A brief contemplation of the unexpected new Art Of Noise album, The Seduction Of Claude Debussy.




The short version.

A
1. Find this disc
2. Purchase it
3. Bliss!

Drop what you're doing and go shell out your fourteen dollars plus tax while it's still at the new release price. The Noise is older, but they have aged like fine wine. The masters are returned.




The long version.


"What if they've lost it?" They haven't.

"What if it's just like their eighties stuff?" It isn't.

"Can it be as good now that we're used to samples?" Oh yes.

"Can it live up to my expectations?" Yes, yes, YES.


Any band reuniting has these sorts of questions to answer, especially one who blazed as many trails as the Art of Noise. Sure, they didn't invent electronic music; they were far from the first to explore it... but they, more than anyone else, saw how it could transcend the world of rock 'n' roll, and laid out the myriad possibilities in their shatteringly-original albums. It's arguable that the whole 'electronica' scene is merely endless refinements of the Art of Noise. And time has not been kind to the early carriers of the flag of electric music; remember how horribly mellowed Thos. Dolby's Astronauts & Heretics was? Or the way Kraftwerk and Devo have become sad caricatures of themselves?

But the Art of Noise continues, really, to be the same thing at their core that they always were - reinvention. The new album is as fresh as the first time I heard "Beatbox Diversion One" or "Paranomia". It's just fresh in an entirely different way.

Quoting from the booklet:

The Seduction Of Claude Debussy... music from quite another film that never existed... featuring john hurt speaking, sally bradshaw singing, claude debussy ghosting, rakim rapping, and charles baudelaire tripping.

played, pretended and seduced by the art of noise
the art of noise play themselves
lol creme (guitar, voice and keyboards) plays himself
anne dudley (piano, orchestral arrangements, voice and keyboards) plays herself
trevor horn (bass, voice and keyboards) plays himself
paul morley (metaphors, voice and keyboards) plays himself

The Art of Noise have grown up. The Seduction Of Claude Debussy is a genuine 'concept album'... and in typical AON fashion, it's a confusing, idiosyncratic, mysterious sort of concept album. At various points, it's meditative, playful, evocative, hyperkinetic, sorrowful, happy, mysterious, danceable, involuted, and... mature. Often all at the same time.

AON have looked upon their myriad stepchildren and smiled - this album has fragments of just about every way that electronic music has scattered since AON outlined the possibilities of technology in broad, sweeping strokes. Drum and bass, noisecore, breakbeat, ambient, industrial, jungle, darkwave, house; it's all in there, flowing smoothly from one flavor to another, refusing, as always, to be confined by any narrow label. But this is an older, wiser AON than the brash young upstarts that defied the rock-star mentality with stark, minimal arrangements of VW Bug starters, ruler-flicks, and a coy refusal to become visual icons - even 'electronic music' is perhaps too narrow a label to slap on this album; as its title suggests, there's a heavy dose of 'classical' sensibility, with delicate piano-work in continual contrast to the lush tapestry of sounds. I'm really looking forward to seeing what I discover in repeated listenings; this is written after my first experience with the album.

The Seduction Of Claude Debussy is completely free of the coy technophilia and childishness that we're so used to in electronic music. There are playful moments, but the Art Of Noise is always in command of their machines, not the other way around. They've been at it more than long enough to become comfortable with what their tools can do, and stop doing the sonic equivalant of lens-flares and embossing for its own sake. There are a few smiling nudges in the side to those of us who had our skulls opened up and brains rearranged by AON's early work, but Debussy stands perfectly well on its own, even without the hallowed name on the cover. It's not as overtly revolutionary an album as Who's Afraid Of (The Art Of Noise) - that will have to wait for another fundamental change in the way music is made - but it's damn close. It's adult, it's mature, it's complex, it's many-layered, it's the Art of Noise, as unruly and mysterious as ever, fifteen years later.

Buy it. Bring it home. Make sure your stereo is clean. Turn off the phone. Let everyone know that you're not to be disturbed for the next hour or two. And marvel in awe as the Art of Noise prove that they can still surprise.

- june 30, 1999
© 1999 Peganthyrus counter is currently broken!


Aim of the task: Report only the number of lines in the records that contain the word "screenshot".

Dataset:

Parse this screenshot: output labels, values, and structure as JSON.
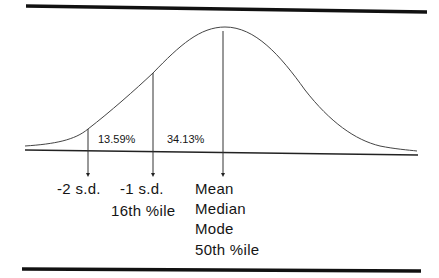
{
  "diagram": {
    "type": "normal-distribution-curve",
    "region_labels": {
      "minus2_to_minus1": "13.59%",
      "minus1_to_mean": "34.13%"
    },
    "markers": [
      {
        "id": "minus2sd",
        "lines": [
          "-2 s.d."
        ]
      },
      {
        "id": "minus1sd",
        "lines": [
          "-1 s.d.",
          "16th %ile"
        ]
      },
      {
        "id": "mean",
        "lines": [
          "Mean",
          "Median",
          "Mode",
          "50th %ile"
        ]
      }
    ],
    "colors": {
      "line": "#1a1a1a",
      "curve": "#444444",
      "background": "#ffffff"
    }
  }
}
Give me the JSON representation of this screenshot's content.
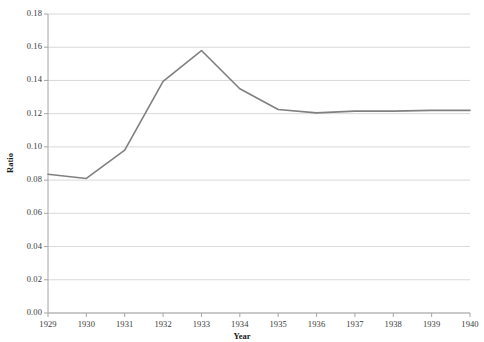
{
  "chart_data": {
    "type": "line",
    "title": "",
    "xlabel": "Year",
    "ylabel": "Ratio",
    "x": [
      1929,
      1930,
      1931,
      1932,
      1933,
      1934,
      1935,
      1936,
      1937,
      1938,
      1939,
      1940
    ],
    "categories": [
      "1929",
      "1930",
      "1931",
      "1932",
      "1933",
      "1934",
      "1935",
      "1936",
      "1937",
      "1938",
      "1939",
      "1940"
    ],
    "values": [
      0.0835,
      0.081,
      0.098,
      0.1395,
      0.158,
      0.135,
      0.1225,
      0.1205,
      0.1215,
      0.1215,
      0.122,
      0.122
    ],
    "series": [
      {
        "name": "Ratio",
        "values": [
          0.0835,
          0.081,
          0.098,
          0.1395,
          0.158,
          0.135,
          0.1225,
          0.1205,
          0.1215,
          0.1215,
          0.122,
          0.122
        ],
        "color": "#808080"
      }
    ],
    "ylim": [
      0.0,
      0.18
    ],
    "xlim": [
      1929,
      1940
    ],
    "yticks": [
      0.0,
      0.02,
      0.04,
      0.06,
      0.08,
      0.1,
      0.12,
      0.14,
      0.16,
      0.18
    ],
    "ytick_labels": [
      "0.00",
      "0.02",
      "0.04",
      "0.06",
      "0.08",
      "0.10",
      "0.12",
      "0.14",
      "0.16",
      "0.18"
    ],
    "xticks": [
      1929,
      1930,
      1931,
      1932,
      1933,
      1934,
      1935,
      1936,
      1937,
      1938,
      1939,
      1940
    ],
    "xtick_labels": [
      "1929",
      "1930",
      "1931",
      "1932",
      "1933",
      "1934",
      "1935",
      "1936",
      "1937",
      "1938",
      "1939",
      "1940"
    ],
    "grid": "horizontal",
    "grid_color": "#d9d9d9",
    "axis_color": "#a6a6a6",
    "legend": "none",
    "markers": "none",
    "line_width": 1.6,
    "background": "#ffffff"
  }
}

Answer box: 2